Global Students, Global Writers: Education and World Literature in the Early Colonial Iberian World (1520-1620)
Carlos Diego Arenas Pacheco

About the research

Award

NAEd/Spencer Dissertation Fellowship

Award Year

2022

Institution

University of Notre Dame

Primary Discipline

History of Education
Beginning in the early sixteenth century, numerous non-European boys and girls in the Americas and Asia were educated in boarding schools managed by Spanish and Portuguese missionaries. There, non-European children became global students by receiving an education in both European culture (the Latin alphabet, the book, Catholic doctrine) and elements of their own cultures, particularly their language. Often against the wishes of Europeans, global writers appropriated the alphabet and the book to pursue their own literary (and political) agendas. Drawing from archival and printed sources in over ten languages, from Latin to Nahuatl and Japanese, this dissertation studies the reception of European education and literature by non-Europeans in the Spanish colonies of New Spain, Peru, the Philippines, and the Portuguese settlements in Asia. Against traditional accounts of Iberian educational projects that favor the perspective of European missionaries, this dissertation argues for the active role of non-Europeans in the education of new generations and the creation of their own bodies of writing. Starting from the study of the embodied experiences of boys and girls in boarding schools, I proceed to examine the curricula at schools of higher education for non-European young men. I finish with a comparative study of translations of European literature by global writers and of the development of non-European individual authorship in the early seventeenth century. By comparing Amerindian intellectuals with other global students and global writers, this dissertation contributes to scholarship on Indigenous intellectuals and to current debates on Indigenous education in a globalized world.
About Carlos Diego Arenas Pacheco
Carlos Diego Arenas Pacheco is a Ph.D. candidate at the Medieval Institute, University of Notre Dame. Born and raised in Iztacalco, Mexico City and the town of San Francisco Shaxni by a working class family, he is proud of representing his Otomi, Nahua, and chilango roots beyond Mexico. His research focuses on the history of education and world literature in the early colonial Iberian world, from Mexico and Peru to the Philippines and Japan. With his comparative and multilingual research, he proposes a global account of the history of colonial education that inserts Amerindian students and writers within world history and literature. He is also interested in Indigenous language revitalization and the value of translating and producing world literature in Indigenous languages. In addition to his work as a Nahuatl language instructor and translator, he recently organized a public humanities event featuring Indigenous translators of Aesop?s Fables from across the Americas. He holds a Licentiate in Philosophy from Universidad La Salle, a Masters in Humanities from Universidad Autónoma Metropolitana-Iztapalapa, and a Masters in Medieval Studies from the Medieval Institute, University of Notre Dame. In addition to the NAEd/Spencer Dissertation Fellowship, his work has been supported by the Institute for Scholarship in the Liberal Arts (University of Notre Dame), Notre Dame International, the Bibliographical Society of America, the John Carter Brown Library, and the Newberry Library. He published his first peer-reviewed article in the Journal of World Literature and has submitted two other articles for publication.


WORK REQUIRED: Among the records below, find each line bearing the word "series" and copy it.
====== EXTRACTED INFORMATION
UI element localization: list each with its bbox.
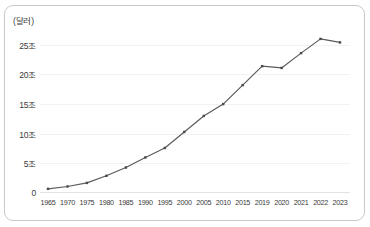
- x-tick-label: 2020: [274, 198, 289, 207]
- data-point-marker: [319, 38, 321, 40]
- data-point-marker: [222, 103, 224, 105]
- data-point-marker: [261, 65, 263, 67]
- x-tick-label: 2015: [235, 198, 250, 207]
- x-tick-label: 1995: [157, 198, 172, 207]
- data-point-marker: [86, 182, 88, 184]
- data-point-marker: [183, 131, 185, 133]
- data-point-marker: [105, 175, 107, 177]
- data-point-marker: [241, 84, 243, 86]
- x-tick-label: 2019: [255, 198, 270, 207]
- series-line-chart: [40, 30, 350, 193]
- x-tick-label: 1990: [138, 198, 153, 207]
- x-tick-label: 2023: [333, 198, 348, 207]
- x-tick-label: 2022: [313, 198, 328, 207]
- y-tick-label: 5조: [4, 157, 36, 169]
- y-tick-label: 15조: [4, 98, 36, 110]
- data-point-marker: [339, 41, 341, 43]
- x-tick-label: 1980: [99, 198, 114, 207]
- x-tick-label: 2021: [294, 198, 309, 207]
- y-tick-label: 20조: [4, 68, 36, 80]
- y-axis-unit-label: (달러): [13, 14, 34, 26]
- y-tick-label: 10조: [4, 128, 36, 140]
- data-point-marker: [47, 188, 49, 190]
- series-markers: [47, 38, 341, 190]
- x-tick-label: 2005: [196, 198, 211, 207]
- series-path: [48, 39, 340, 189]
- x-tick-label: 1985: [118, 198, 133, 207]
- data-point-marker: [203, 115, 205, 117]
- y-tick-label: 25조: [4, 39, 36, 51]
- y-axis-tick-labels: 05조10조15조20조25조: [2, 30, 36, 193]
- data-point-marker: [125, 166, 127, 168]
- x-tick-label: 1970: [60, 198, 75, 207]
- data-point-marker: [66, 185, 68, 187]
- plot-area: [40, 30, 350, 193]
- x-tick-label: 2010: [216, 198, 231, 207]
- chart-figure: (달러) 05조10조15조20조25조 1965197019751980198…: [0, 0, 370, 227]
- x-tick-label: 1965: [41, 198, 56, 207]
- data-point-marker: [300, 52, 302, 54]
- x-tick-label: 1975: [80, 198, 95, 207]
- data-point-marker: [164, 147, 166, 149]
- data-point-marker: [280, 67, 282, 69]
- x-axis-tick-labels: 1965197019751980198519901995200020052010…: [40, 198, 350, 212]
- data-point-marker: [144, 156, 146, 158]
- y-tick-label: 0: [4, 188, 36, 198]
- x-tick-label: 2000: [177, 198, 192, 207]
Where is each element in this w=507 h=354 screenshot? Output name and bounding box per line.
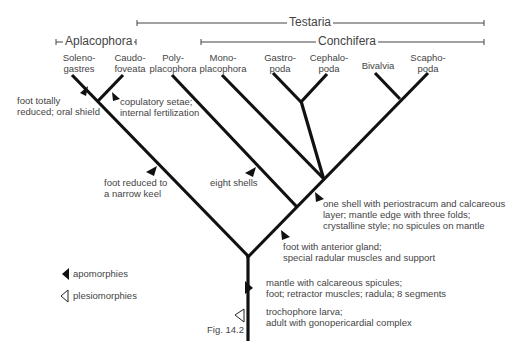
figure-label: Fig. 14.2: [207, 324, 244, 335]
taxon-line: Poly-: [145, 52, 201, 63]
character-line: copulatory setae;: [120, 96, 199, 107]
character-line: foot totally: [17, 95, 100, 106]
taxon-line: Gastro-: [260, 52, 300, 63]
character-testaria: foot with anterior gland; special radula…: [283, 241, 435, 263]
character-aplacophora: foot reduced to a narrow keel: [104, 177, 167, 199]
character-line: layer; mantle edge with three folds;: [323, 209, 505, 220]
character-line: crystalline style; no spicules on mantle: [323, 220, 505, 231]
group-label-testaria: Testaria: [287, 16, 333, 29]
taxon-line: gastres: [54, 63, 104, 74]
taxon-line: poda: [408, 63, 448, 74]
taxon-line: Mono-: [198, 52, 248, 63]
character-caudofoveata: copulatory setae; internal fertilization: [120, 96, 199, 118]
character-line: a narrow keel: [104, 188, 167, 199]
character-line: foot with anterior gland;: [283, 241, 435, 252]
legend-plesiomorphies: plesiomorphies: [73, 290, 137, 301]
character-line: trochophore larva;: [266, 306, 412, 317]
character-line: foot; retractor muscles; radula; 8 segme…: [266, 288, 446, 299]
group-label-conchifera: Conchifera: [316, 35, 378, 48]
taxon-line: placophora: [145, 63, 201, 74]
character-solenogastres: foot totally reduced; oral shield: [17, 95, 100, 117]
taxon-line: placophora: [198, 63, 248, 74]
taxon-monoplacophora: Mono- placophora: [198, 52, 248, 74]
taxon-scaphopoda: Scapho- poda: [408, 52, 448, 74]
character-line: mantle with calcareous spicules;: [266, 277, 446, 288]
character-line: one shell with periostracum and calcareo…: [323, 198, 505, 209]
taxon-gastropoda: Gastro- poda: [260, 52, 300, 74]
taxon-cephalopoda: Cephalo- poda: [306, 52, 352, 74]
character-line: special radular muscles and support: [283, 252, 435, 263]
character-line: eight shells: [210, 177, 258, 188]
character-mollusca-apomorphies: mantle with calcareous spicules; foot; r…: [266, 277, 446, 299]
taxon-bivalvia: Bivalvia: [356, 60, 400, 71]
taxon-line: poda: [260, 63, 300, 74]
character-line: adult with gonopericardial complex: [266, 317, 412, 328]
character-line: internal fertilization: [120, 107, 199, 118]
taxon-polyplacophora: Poly- placophora: [145, 52, 201, 74]
character-polyplacophora: eight shells: [210, 177, 258, 188]
taxon-solenogastres: Soleno- gastres: [54, 52, 104, 74]
taxon-line: Cephalo-: [306, 52, 352, 63]
taxon-line: Bivalvia: [356, 60, 400, 71]
character-line: reduced; oral shield: [17, 106, 100, 117]
character-conchifera: one shell with periostracum and calcareo…: [323, 198, 505, 231]
character-line: foot reduced to: [104, 177, 167, 188]
taxon-line: Soleno-: [54, 52, 104, 63]
taxon-line: Scapho-: [408, 52, 448, 63]
character-mollusca-plesiomorphies: trochophore larva; adult with gonoperica…: [266, 306, 412, 328]
taxon-line: poda: [306, 63, 352, 74]
legend-apomorphies: apomorphies: [73, 268, 128, 279]
group-label-aplacophora: Aplacophora: [63, 35, 134, 48]
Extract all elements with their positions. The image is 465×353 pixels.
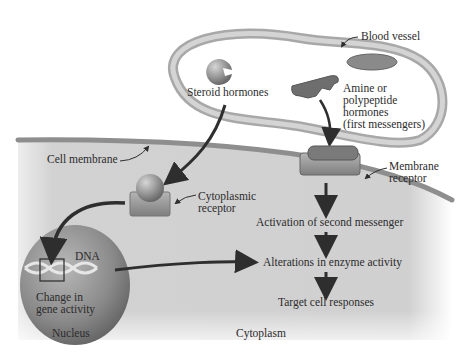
- label-gene-line1: Change in: [36, 291, 83, 304]
- label-alterations: Alterations in enzyme activity: [263, 256, 402, 269]
- label-amine-line3: hormones: [343, 106, 388, 119]
- red-blood-cell: [347, 54, 397, 70]
- label-steroid-hormones: Steroid hormones: [187, 86, 268, 99]
- label-nucleus: Nucleus: [52, 327, 90, 340]
- label-cytoplasmic-receptor-line1: Cytoplasmic: [198, 190, 256, 203]
- label-membrane-receptor-line2: receptor: [389, 172, 427, 185]
- steroid-hormone-shape: [206, 59, 232, 85]
- label-dna: DNA: [75, 250, 100, 263]
- label-cell-membrane: Cell membrane: [47, 153, 118, 166]
- label-amine-line4: (first messengers): [343, 118, 425, 131]
- amine-hormone-shape: [292, 76, 339, 98]
- label-cytoplasm: Cytoplasm: [236, 327, 286, 340]
- hormone-signaling-diagram: Blood vessel Steroid hormones Amine or p…: [0, 0, 465, 353]
- label-blood-vessel: Blood vessel: [361, 30, 420, 43]
- label-activation: Activation of second messenger: [256, 216, 403, 229]
- label-membrane-receptor-line1: Membrane: [389, 160, 439, 173]
- label-target-responses: Target cell responses: [278, 296, 374, 309]
- label-amine-line1: Amine or: [343, 82, 387, 95]
- membrane-receptor-shape: [300, 146, 360, 175]
- label-amine-line2: polypeptide: [343, 94, 397, 107]
- label-cytoplasmic-receptor-line2: receptor: [198, 202, 236, 215]
- label-gene-line2: gene activity: [36, 303, 95, 316]
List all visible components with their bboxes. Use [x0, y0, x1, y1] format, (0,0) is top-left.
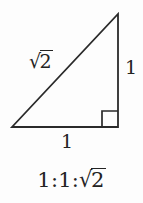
ratio-prefix: 1:1: [37, 168, 79, 192]
sqrt-symbol-hypotenuse: √2 [29, 50, 53, 71]
radicand-value: 2 [91, 168, 106, 191]
triangle-outline [12, 14, 118, 127]
sqrt-symbol-caption: √2 [79, 168, 106, 191]
radical-sign-icon: √ [29, 52, 41, 72]
vertical-leg-label: 1 [125, 58, 137, 77]
hypotenuse-label: √2 [29, 50, 53, 71]
ratio-caption: 1:1:√2 [0, 168, 143, 191]
base-leg-label: 1 [61, 132, 73, 151]
triangle-diagram: √2 1 1 1:1:√2 [0, 0, 143, 203]
radical-sign-icon: √ [79, 169, 93, 191]
right-angle-square-icon [102, 111, 118, 127]
radicand-value: 2 [40, 50, 53, 71]
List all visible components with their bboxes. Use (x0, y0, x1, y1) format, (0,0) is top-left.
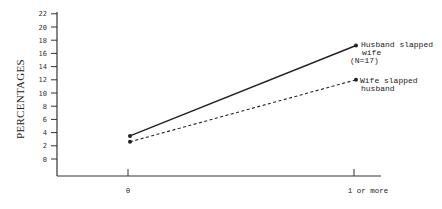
data-point (354, 78, 358, 82)
y-tick-label-14: 14 (39, 63, 47, 71)
x-tick-label-1: 1 or more (348, 187, 389, 195)
y-axis-ticks: 0246810121416182022 (39, 10, 57, 163)
series-group (128, 43, 358, 143)
y-tick-label-18: 18 (39, 37, 47, 45)
y-tick-label-6: 6 (43, 116, 47, 124)
series-wife-slapped-husband (128, 78, 358, 144)
y-axis-label: PERCENTAGES (14, 59, 26, 139)
data-point (354, 43, 358, 47)
y-tick-label-22: 22 (39, 10, 47, 18)
y-tick-label-0: 0 (43, 156, 47, 164)
data-point (128, 134, 132, 138)
series-line (130, 80, 356, 142)
series-annotations: Husband slapped wife (N=17) Wife slapped… (350, 40, 433, 93)
annotation-wife-line2: husband (361, 84, 395, 93)
y-tick-label-12: 12 (39, 76, 47, 84)
series-line (130, 45, 356, 135)
y-tick-label-4: 4 (43, 129, 47, 137)
annotation-husband-line3: (N=17) (350, 56, 379, 65)
y-tick-label-20: 20 (39, 24, 47, 32)
y-tick-label-10: 10 (39, 90, 47, 98)
x-tick-label-0: 0 (126, 187, 131, 195)
axes (57, 12, 381, 176)
y-tick-label-8: 8 (43, 103, 47, 111)
x-axis-ticks: 0 1 or more (126, 169, 389, 195)
line-chart: PERCENTAGES 0246810121416182022 0 1 or m… (0, 0, 442, 209)
data-point (128, 140, 132, 144)
y-tick-label-16: 16 (39, 50, 47, 58)
series-husband-slapped-wife (128, 43, 358, 137)
y-tick-label-2: 2 (43, 142, 47, 150)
============
RESULT OF THE EXERCISE:
- series-line-chart: [40, 30, 350, 193]
- series-markers: [47, 38, 341, 190]
- series-path: [48, 39, 340, 189]
series-group (128, 43, 358, 143)
series-wife-slapped-husband (128, 78, 358, 144)
series-line (130, 80, 356, 142)
series-annotations: Husband slapped wife (N=17) Wife slapped… (350, 40, 433, 93)
series-line (130, 45, 356, 135)
series-husband-slapped-wife (128, 43, 358, 137)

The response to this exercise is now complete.